Cold War Acronyms are Fun

  


Comics as a medium have always reflected the time period in which they are created, like all other artforms, really. In the 1940s, comicbook heroes were pitted against fascist Nazi adversaries. In DC Comics this included Doctor Poison, The Baroness, Captain Nazi, and a pelethora of Nazi soldiers, generals, and of course Hitler himself. However, as time goes on, American sentiments change. Nazis are still a favorite villain. Even alternate versions of our heroes have had Nazification treatments. I've written about Nazi Batman before. The deeper into the Cold War we get though, comic book villains shift from Nazis and Fascists to Communists, and Soviet spies. 

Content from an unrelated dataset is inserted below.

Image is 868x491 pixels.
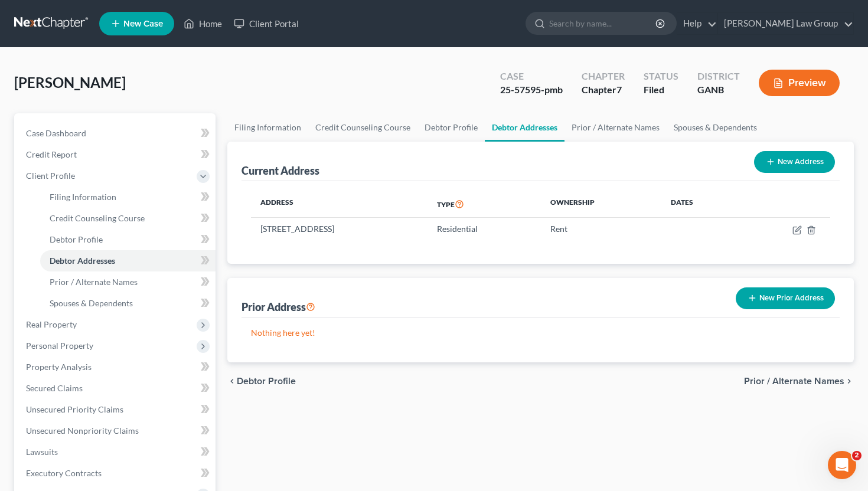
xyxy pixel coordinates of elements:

Aside from breaking up a Nazi spy ring in Batman #14, the caped crusader seemed to stay out of international conflicts. But, as the real Cold War goes on, Batman's storylines expand out of Gotham and into other spaces. By the 1980s, Batman is ready to move from Nazi spy rings, to Soviet spy rings.

In 1988, late in the Cold War, Jim Starlin and Jim Aparo created a master assassin from the Soviet intelligence network. He debuted in Batman #417. His real name is Anatoli Knyazev, codenamed The KGBeast. He is cybernetically enhanced, including a cybernetic eye, and an arm prosthesis that includes a grenade launcher, gun, and sword. Trained by Hammer, the KGB's special weapons unit, the Beast is well versed in espionage, and interrogation. While he is a spy, his skills are very assassin heavy, including poisons, explosives, hand to hand combat, and marksmanship. 

In Ten Nights of the Beast, The US and USSR are having a summit in Gotham City. Hammer sends the KGBeast to sabotage US/Russian relations by assassinating 10 key officials. Batman stops it, obviously. This story could have been a one-shot for this villain, as KGBeast is trapped in a room underground, and Batman leaves him there, potentially to die. 

The Beast does not die. In later stories, the collapse of the Soviet Union leaves the KGBeast without a job, or a government. He becomes a mercenary and a counterfeiter, and occasionally muscle for other criminal gangs.

Eventually, he is reconned, as most comic book characters are. The KGB part of his named was dropped, and instead of a Russian asset, the Beast is a former US military asset turned hitman for hire. This new Beast appears to be part Bane, part Man with the Golden Gun, part Predator. 

I like the idea of this character. There is a lot to explore with former spies, especially of governments that no longer exist.  He is also a foreign villain, and with that comes all the themes of a stranger in a strange land and conflict with the "other". Plenty of action franchises have characters with similar themes, including Jason Bourne, Wolverine, James Bond, The Equalizer...

As a Batman villain, he is a boogie man character, an impersonal force from the outside that poses a threat. Bane holds the same space, as does the Flamingo. This character has strong Slade Wilson vibes as well, and can also inhabit the same narrative spaces. There are also potentials for KGBeast and NKVDemon team-ups. The two characters are linked, but as far as I know, haven't appeared together, and could be the base for a 4th Reich-style Soviet themed team.